It’s a typical night shift at the Orleans Justice Center. The guards are drinking coffee, likely bickering whose turn it is to monitor the security monitors, and somewhere—way down in one of the dirtier cell blocks—a group of guys are gazing at a toilet like it’s the path to freedom.
Because, well… it was.
Let’s Rewind
Sometime before May 16, a group of 10 inmates—some accused of murder, armed robbery, or general chaos—discovered a hole behind a toilet. Now, for most people, a hole behind a toilet would be the end of the story. You’d file a maintenance report, complain about plumbing, and go back to your day.
But not these guys. Oh no. These boys looked at that broken-up drywall and said, “You know what? Let’s Ocean’s Eleven this thing.”
Except they did not have George Clooney, but Kendall Myles (a second-degree murder charge), and slick tuxedos did not fit the bill, but orange jumpsuits and raw desperation did.
Step 1: The Toilet Plan™
So someone, presumably the group’s unofficial “contractor,” gets the brilliant idea to test the hole. It leads into a “pipe chase” — basically the narrow space between cells, not designed for escape artists, but apparently very accommodating if you’ve skipped a few prison meals.
They crawled through one by one, pushing through the dusty rusty junk, likely not trying to cough too hard because quiet was a priority. Then they crawled through the maze like rats through a Marvel movie’s ventilation shaft. Their last boss? Barbed wire.
But they were prepared. Blankets. Yes. Actual blankets, which they spread out on top of the fence to climb over without cutting themselves open like pepperoni.
I mean… at least, credit them for creativity and cooperation.
Step 2: “Wait… Where’d They Go?”
Here’s the punchline: Nobody noticed. For more than seven hours, no one was aware that 10 prisoners had escaped from jail Houdini-style.
That’s like losing a whole basketball team and subs, and not knowing it until you go to look at the scoreboard.
Eventually, at the 8:30 a.m. count (I’m assuming was not their morning coffee), someone scrunches up his face and says, “Wait. didn’t we have more guys here last night?“
Cut to complete pandemonium as guards dash in all directions, alarms shriek, and someone in management blanksly glares at a hole behind the toilet as if it wronged them personally.
Step 3: The Fallout (a.k.a. “Uh… Who Was Watching the Cameras?”)
Cue the investigation.
Turns out, security wasn’t just loose — it didn’t exist. Locks? Broken. Cameras? Not monitored. Employees? Suspended. And now, a group of guys are loose in the wild, with murder charges and homemade escape tactics.
Three of them were finally apprehended—Myles, Moody, and Dennis. The rest? Well, they’re still at large, likely arguing over who gets to play whom in the inevitable Netflix miniseries.
The Conspiracy Spice: Inside Job?
Now here’s the juicy part. There’s suspicion that this whole thing may have had help from inside.
Faulty locks? Nobody noticing it for 7 hours? Come on, even a half-asleep raccoon would have set off more security.
Three workers were suspended, which in retail speak is essentially “we think you did something, but we don’t want to get sued just yet.” Investigators are now exploring if someone left several doors unlocked on purpose—or simply didn’t care anymore.
Faction-Style Backstory: Let’s Pretend This is a Sitcom Episode
Let’s pretend this in a Faction Universe (you know, like your retail tale):
Ten misfits stuck in a busted system. Their leader: Myles—grumpy, genius, always plotting three toilet holes ahead.
The tech expert? Most likely Moody, whose worst offense was telling you how airflow works in a pipe chase.
The “blanket guy,” Dennis, was forever famous for the words, “Trust me, barbed wire won’t hurt you if it’s cozy.
They’d communicate in code, hushed over cryptic meatloaf, using ketchup packets and pilfered crayons to make maps.
There was a daily drill. There was a new hope every guard who over-yawned.
And then the day finally arrived, and they didn’t just break out—they disappeared.
Epilogue: America’s Got Escapes
And here we are. Officials are in a tizzy. Citizens are calling for explanations. And somewhere, a prison guard is most likely regretting that long bathroom break.
Meanwhile, the remaining inmates on the loose? They’re hiding in a crawl space, attempting to blend at a laundromat, or authoring a collective memoir entitled “The Toilet Route: A Journey to Freedom (And Mild Tetanus).
Either way, the only crazier thing than the way they escaped… is that they managed to get away with it.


◆ Exercise requirements ◆
Write the data out again in full, with no departure from the original.

Dataset extract START

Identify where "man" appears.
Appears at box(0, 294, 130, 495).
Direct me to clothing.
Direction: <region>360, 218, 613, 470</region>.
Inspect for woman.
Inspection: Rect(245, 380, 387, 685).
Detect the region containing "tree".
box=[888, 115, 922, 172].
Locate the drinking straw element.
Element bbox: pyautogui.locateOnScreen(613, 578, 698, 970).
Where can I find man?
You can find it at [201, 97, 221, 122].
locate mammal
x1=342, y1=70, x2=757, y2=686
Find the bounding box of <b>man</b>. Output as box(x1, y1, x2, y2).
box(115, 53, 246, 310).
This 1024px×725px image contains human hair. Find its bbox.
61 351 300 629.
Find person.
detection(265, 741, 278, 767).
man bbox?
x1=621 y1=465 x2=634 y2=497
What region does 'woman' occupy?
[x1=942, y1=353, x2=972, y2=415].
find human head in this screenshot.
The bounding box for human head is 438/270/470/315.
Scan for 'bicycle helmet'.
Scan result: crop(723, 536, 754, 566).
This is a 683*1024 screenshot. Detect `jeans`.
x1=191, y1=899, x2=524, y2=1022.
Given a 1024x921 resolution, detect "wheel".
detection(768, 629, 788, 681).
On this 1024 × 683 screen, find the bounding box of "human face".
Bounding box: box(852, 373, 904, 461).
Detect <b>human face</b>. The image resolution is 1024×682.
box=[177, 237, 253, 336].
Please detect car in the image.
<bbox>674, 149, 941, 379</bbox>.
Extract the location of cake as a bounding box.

Dataset extract END

◆ Output of the exercise ◆
Identify where "man" appears.
Appears at box(0, 294, 130, 495).
Direct me to clothing.
Direction: <region>360, 218, 613, 470</region>.
Inspect for woman.
Inspection: Rect(245, 380, 387, 685).
Detect the region containing "tree".
box=[888, 115, 922, 172].
Locate the drinking straw element.
Element bbox: pyautogui.locateOnScreen(613, 578, 698, 970).
Where can I find man?
You can find it at [201, 97, 221, 122].
locate mammal
x1=342, y1=70, x2=757, y2=686
Find the bounding box of <b>man</b>. Output as box(x1, y1, x2, y2).
box(115, 53, 246, 310).
This 1024px×725px image contains human hair. Find its bbox.
61 351 300 629.
Find person.
detection(265, 741, 278, 767).
man bbox?
x1=621 y1=465 x2=634 y2=497
What region does 'woman' occupy?
[x1=942, y1=353, x2=972, y2=415].
find human head in this screenshot.
The bounding box for human head is 438/270/470/315.
Scan for 'bicycle helmet'.
Scan result: crop(723, 536, 754, 566).
This is a 683*1024 screenshot. Detect `jeans`.
x1=191, y1=899, x2=524, y2=1022.
Given a 1024x921 resolution, detect "wheel".
detection(768, 629, 788, 681).
On this 1024 × 683 screen, find the bounding box of "human face".
Bounding box: box(852, 373, 904, 461).
Detect <b>human face</b>. The image resolution is 1024×682.
box=[177, 237, 253, 336].
Please detect car in the image.
<bbox>674, 149, 941, 379</bbox>.
Extract the location of cake as a bounding box.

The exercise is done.